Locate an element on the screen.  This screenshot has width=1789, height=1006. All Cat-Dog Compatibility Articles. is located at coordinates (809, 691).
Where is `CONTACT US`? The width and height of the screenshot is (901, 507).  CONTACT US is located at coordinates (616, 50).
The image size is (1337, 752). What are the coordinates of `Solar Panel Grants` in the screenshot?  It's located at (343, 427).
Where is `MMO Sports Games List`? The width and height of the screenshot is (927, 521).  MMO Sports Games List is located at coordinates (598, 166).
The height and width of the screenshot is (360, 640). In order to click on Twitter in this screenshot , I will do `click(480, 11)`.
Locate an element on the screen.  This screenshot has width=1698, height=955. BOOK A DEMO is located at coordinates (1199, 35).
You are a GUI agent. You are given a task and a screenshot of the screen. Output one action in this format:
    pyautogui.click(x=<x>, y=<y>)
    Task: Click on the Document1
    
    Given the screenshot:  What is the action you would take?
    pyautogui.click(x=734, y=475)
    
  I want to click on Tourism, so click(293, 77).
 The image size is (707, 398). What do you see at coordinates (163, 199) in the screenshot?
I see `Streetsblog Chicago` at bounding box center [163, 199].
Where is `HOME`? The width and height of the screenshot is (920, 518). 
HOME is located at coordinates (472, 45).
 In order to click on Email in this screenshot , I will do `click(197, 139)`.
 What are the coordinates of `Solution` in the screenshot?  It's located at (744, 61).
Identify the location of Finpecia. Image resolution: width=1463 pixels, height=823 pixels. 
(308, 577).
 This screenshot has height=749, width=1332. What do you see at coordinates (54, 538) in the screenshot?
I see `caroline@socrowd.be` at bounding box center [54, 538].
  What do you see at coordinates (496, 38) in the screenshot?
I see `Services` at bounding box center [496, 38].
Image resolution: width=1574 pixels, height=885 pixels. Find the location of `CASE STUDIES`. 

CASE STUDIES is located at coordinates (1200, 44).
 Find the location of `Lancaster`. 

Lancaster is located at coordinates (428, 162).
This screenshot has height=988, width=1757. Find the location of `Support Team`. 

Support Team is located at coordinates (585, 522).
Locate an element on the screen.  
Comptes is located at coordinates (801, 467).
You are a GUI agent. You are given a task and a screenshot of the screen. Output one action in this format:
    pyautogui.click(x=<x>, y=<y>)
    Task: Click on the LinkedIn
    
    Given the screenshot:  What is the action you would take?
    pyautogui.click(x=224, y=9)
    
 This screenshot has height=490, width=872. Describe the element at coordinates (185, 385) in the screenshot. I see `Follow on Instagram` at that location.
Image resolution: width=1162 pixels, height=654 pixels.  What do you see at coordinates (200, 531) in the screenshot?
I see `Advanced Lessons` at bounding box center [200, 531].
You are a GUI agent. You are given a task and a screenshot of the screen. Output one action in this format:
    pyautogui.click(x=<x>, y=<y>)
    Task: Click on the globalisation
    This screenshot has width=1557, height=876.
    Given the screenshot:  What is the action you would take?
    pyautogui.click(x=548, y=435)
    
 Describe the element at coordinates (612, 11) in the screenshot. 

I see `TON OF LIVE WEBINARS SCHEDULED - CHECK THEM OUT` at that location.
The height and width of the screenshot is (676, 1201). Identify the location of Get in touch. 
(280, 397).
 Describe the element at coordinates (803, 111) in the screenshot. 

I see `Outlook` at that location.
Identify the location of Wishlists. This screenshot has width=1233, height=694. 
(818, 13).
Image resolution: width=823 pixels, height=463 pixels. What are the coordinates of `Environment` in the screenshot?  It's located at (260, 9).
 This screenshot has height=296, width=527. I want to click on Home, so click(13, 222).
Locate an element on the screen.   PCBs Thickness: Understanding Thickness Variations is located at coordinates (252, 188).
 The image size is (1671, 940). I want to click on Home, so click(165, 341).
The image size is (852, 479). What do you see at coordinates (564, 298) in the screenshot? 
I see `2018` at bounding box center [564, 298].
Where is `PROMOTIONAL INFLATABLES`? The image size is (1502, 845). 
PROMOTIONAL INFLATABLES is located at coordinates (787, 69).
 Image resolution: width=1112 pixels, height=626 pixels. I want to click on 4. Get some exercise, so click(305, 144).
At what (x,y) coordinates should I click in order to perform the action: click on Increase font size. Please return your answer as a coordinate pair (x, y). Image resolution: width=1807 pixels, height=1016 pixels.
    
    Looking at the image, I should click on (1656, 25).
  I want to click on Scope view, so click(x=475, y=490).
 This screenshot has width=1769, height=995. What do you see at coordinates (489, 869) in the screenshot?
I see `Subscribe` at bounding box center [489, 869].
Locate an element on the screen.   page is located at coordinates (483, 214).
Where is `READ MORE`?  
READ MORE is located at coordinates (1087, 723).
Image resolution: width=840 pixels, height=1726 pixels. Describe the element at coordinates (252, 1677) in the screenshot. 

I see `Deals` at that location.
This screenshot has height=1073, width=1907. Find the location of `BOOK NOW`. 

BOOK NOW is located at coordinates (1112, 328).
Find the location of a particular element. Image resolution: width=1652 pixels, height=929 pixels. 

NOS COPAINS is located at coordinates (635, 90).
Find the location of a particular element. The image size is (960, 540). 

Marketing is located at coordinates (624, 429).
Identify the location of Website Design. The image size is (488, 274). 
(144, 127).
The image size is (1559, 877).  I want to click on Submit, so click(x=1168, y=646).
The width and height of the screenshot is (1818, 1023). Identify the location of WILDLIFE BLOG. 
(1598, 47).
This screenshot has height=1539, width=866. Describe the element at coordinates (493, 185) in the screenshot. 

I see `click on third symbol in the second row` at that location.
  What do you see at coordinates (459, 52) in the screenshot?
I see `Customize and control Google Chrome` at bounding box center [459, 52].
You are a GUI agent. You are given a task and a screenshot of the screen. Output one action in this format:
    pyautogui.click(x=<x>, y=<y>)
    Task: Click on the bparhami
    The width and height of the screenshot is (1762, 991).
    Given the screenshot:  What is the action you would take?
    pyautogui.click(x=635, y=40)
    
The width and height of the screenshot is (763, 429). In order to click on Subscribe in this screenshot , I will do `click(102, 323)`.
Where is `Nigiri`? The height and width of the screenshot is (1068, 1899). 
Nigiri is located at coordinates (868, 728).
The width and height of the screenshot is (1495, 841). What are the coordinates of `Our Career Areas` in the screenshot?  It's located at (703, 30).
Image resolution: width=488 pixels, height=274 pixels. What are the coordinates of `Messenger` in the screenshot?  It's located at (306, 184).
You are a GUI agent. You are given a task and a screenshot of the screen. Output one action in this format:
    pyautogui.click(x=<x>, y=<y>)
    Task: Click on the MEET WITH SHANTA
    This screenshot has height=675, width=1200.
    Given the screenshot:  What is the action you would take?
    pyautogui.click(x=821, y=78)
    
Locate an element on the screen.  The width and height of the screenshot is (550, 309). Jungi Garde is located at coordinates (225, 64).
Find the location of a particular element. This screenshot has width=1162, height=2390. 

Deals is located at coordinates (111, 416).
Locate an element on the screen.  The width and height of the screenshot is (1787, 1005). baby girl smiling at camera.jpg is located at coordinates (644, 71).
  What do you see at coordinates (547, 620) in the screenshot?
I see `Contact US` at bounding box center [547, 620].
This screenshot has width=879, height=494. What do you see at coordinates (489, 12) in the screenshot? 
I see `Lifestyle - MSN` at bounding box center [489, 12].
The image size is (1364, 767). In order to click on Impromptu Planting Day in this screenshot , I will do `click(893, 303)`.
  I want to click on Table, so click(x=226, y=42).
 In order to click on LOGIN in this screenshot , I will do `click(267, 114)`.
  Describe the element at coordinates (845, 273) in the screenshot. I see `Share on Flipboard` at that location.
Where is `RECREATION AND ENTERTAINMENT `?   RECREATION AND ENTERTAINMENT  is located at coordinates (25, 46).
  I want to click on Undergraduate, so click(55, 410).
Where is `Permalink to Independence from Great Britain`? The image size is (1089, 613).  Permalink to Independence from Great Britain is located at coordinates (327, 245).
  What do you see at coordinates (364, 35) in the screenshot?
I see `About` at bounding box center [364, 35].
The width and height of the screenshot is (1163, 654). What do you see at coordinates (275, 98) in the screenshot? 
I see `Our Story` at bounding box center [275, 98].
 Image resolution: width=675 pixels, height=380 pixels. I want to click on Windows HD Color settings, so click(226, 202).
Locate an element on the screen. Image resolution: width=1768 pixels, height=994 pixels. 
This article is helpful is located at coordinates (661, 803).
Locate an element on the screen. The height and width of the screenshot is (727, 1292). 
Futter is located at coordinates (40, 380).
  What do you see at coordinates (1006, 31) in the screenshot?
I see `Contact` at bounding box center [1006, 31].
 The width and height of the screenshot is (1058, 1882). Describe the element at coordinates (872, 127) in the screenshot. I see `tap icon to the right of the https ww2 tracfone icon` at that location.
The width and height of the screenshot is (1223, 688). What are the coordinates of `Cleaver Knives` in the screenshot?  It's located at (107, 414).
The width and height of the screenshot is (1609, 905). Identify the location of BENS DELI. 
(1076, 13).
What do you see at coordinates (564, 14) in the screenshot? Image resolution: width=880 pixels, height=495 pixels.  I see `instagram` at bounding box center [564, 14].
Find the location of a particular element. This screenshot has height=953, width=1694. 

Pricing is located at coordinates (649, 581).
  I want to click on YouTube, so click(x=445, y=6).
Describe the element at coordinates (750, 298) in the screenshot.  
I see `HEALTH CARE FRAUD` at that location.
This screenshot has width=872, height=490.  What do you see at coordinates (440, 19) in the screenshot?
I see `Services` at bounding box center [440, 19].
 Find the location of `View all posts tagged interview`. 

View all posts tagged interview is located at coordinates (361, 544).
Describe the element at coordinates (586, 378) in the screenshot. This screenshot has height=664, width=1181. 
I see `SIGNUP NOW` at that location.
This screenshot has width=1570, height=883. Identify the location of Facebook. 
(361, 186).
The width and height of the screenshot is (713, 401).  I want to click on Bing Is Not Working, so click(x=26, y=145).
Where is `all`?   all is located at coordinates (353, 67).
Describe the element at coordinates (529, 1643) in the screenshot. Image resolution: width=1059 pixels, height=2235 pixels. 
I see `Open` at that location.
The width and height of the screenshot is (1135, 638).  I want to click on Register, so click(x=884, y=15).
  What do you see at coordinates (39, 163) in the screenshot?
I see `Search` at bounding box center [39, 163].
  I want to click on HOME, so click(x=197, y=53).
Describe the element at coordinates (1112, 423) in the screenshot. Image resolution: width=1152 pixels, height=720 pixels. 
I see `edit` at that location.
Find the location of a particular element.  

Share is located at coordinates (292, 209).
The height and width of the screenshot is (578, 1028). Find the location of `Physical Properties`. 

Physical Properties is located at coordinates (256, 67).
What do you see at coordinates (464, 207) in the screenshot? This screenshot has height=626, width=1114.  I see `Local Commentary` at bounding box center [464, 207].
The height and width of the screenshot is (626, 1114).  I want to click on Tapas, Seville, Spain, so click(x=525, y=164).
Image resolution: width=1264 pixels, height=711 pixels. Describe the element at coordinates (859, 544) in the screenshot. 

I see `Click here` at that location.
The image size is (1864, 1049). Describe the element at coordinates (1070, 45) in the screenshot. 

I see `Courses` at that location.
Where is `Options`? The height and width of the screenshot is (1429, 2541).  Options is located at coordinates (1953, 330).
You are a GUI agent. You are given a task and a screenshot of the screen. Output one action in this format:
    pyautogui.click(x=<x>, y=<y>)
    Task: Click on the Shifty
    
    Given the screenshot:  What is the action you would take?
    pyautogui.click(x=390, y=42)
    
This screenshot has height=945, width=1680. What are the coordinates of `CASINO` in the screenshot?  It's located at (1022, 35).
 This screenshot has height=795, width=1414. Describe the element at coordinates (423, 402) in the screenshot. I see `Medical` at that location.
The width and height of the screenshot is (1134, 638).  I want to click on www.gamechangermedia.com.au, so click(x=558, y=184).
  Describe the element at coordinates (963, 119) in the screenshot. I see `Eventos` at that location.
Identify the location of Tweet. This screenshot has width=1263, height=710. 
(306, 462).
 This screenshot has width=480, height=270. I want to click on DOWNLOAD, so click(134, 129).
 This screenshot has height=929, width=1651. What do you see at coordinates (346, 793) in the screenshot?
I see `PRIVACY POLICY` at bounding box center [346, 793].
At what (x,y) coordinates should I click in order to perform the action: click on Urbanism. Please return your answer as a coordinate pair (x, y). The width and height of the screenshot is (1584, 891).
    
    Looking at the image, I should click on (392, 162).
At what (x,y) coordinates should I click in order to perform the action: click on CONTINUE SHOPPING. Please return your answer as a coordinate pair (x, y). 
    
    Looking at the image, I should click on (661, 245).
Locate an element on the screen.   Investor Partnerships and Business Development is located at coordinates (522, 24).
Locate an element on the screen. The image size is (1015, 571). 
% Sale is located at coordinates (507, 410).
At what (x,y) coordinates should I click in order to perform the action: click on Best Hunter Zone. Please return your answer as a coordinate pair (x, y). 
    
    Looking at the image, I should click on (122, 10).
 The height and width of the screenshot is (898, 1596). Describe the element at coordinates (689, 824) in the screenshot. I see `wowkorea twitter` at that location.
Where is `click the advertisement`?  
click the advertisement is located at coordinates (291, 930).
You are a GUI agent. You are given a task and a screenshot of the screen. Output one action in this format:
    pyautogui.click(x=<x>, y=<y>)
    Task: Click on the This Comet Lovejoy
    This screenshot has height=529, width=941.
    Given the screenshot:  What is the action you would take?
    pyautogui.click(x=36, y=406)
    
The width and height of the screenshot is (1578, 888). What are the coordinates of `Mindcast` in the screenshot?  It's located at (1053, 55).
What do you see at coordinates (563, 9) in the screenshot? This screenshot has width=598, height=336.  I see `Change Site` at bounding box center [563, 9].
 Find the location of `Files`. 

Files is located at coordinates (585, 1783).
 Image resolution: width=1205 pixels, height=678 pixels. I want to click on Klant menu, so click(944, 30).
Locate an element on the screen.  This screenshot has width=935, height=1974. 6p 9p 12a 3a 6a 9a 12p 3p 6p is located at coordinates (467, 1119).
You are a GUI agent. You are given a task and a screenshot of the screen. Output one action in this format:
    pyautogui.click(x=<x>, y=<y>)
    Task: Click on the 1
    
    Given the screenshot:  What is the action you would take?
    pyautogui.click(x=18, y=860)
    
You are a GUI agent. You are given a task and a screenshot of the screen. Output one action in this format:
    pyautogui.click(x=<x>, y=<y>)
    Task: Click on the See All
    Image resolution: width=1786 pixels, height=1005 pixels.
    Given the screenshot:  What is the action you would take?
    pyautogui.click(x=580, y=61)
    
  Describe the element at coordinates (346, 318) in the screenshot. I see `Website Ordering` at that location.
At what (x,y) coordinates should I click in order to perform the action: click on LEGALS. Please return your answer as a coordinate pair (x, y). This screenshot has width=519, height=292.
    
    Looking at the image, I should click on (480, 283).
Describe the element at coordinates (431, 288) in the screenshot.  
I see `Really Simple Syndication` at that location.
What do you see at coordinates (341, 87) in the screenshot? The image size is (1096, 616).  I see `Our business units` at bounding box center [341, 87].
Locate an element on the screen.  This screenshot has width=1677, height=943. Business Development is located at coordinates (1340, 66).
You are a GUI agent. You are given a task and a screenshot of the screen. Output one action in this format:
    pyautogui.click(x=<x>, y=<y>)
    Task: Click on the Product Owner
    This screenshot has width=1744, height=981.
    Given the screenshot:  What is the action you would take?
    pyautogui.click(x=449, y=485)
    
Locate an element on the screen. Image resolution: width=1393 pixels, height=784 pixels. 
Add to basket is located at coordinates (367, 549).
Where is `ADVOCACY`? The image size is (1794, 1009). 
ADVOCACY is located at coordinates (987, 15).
·····
Which lines in the listing have the string "Development"? Pick them out and copy them.

ANSWER SPACE:
Locate an element on the screen.   Investor Partnerships and Business Development is located at coordinates (522, 24).
Locate an element on the screen.  This screenshot has width=1677, height=943. Business Development is located at coordinates (1340, 66).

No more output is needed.